Laser And Particle Volumetric Projection System Produces Star Wars-Like Floating 3D Images

One of the most memorable scenes in all of science fiction films is the scene in the original Star Wars movie where Luke first sees the holographic projection of Princess Leia while trying to clean R2-D2. Many fans of that film have been waiting for decades for a similar projection system to launch. Physicists have now created a very close approximation to that Star Wars projection using a laser and particle system. The technique is known as a volumetric display and can make 3D moving images that a viewer can see from any angle.

r2

"This is doing something that a hologram can never do — giving you an all-round view, a Princess Leia-style display — because it’s not a hologram," says Miles Padgett, an optical physicist at the University of Glasgow, UK.

The new projection technique is described in the journal Nature in the January 24 issue. It uses a set of nearly invisible laser beams to trap a single particle of cellulose, which is a plant fiber, and then that cellulose is heated unevenly. The result of that uneven heating is that scientists can push the cellulose around. A second set of lasers is used to provide visible light in the red, green, and blue spectrum that is used to create all the colors we can see.

volumetric

That colored light is beamed onto the particle and illuminates it as it moves through space. Humans are unable to discern images moving at rates faster than 10 per second so the movement of the particles appears to our eyes as a solid line. The scientists liken it to a sparkler moved in a circle in the dark, if it moves fast enough, we see a solid circle.

The display can be overlaid on real objects and the result is a floating 3D projection that a user can walk all around in real space. One major caveat, for now, is that the images created are tiny, only millimeters across. Only simple line drawings can be created currently including a moving spiral line and a static butterfly outline.

The big improvement with his new tech over modern holograms is that viewing angles for holograms are limited and are also typically static. While images are small, the new technique allows for moving objects viewable from any angle. One thing that might never go away, even as the new technique is perfected, is the see-through quality of objects.

Nasser Peyghambarian, an optical physicist at the University of Arizona in Tucson, says that the see-through quality is because the human eye doesn’t receive light from a particle at the back of an image as much as the front. Another challenge is that control of the floating particles in the air that are key to the projections is difficult and easily destabilized. The researchers say you won't use it in a hurricane, but eventually, it will be usable outside.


# [Activity]
Would you show every line from the records that holds "value"?

***** Materials provided *****

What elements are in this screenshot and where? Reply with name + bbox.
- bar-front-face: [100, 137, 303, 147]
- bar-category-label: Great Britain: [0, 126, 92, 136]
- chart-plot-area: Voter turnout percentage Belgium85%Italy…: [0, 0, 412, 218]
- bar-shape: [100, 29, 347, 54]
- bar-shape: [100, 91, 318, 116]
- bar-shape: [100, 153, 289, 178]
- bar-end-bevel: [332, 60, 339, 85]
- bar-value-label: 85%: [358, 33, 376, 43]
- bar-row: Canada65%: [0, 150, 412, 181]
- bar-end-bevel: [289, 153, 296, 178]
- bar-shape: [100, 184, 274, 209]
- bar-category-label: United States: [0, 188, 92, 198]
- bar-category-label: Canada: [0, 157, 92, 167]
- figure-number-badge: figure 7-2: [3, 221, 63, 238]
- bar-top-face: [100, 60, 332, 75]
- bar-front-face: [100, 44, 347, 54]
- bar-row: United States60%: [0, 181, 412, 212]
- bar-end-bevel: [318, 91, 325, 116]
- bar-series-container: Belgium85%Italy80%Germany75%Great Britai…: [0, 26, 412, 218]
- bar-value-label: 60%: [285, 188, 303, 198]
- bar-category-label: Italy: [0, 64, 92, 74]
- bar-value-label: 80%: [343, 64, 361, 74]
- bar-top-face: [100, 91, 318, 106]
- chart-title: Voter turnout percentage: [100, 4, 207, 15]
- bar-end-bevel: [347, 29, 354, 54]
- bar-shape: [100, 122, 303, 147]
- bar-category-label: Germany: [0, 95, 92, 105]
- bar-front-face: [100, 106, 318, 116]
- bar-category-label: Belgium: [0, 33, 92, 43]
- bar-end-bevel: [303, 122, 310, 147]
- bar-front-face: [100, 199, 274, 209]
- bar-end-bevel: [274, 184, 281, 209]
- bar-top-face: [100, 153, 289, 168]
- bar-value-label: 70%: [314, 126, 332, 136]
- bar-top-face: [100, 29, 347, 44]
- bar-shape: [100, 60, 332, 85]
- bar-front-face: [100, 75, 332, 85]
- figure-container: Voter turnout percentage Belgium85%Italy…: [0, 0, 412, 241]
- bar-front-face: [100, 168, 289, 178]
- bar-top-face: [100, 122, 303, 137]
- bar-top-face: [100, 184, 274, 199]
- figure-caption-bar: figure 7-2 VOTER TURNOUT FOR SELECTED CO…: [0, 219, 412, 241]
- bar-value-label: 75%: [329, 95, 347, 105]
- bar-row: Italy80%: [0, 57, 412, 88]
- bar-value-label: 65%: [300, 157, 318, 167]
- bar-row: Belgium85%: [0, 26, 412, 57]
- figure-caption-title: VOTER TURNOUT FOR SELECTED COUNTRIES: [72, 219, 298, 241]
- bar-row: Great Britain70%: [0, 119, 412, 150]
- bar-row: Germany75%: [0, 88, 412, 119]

*****

# [Output for this task]
- bar-value-label: 85%: [358, 33, 376, 43]
- bar-value-label: 60%: [285, 188, 303, 198]
- bar-value-label: 80%: [343, 64, 361, 74]
- bar-value-label: 70%: [314, 126, 332, 136]
- bar-value-label: 75%: [329, 95, 347, 105]
- bar-value-label: 65%: [300, 157, 318, 167]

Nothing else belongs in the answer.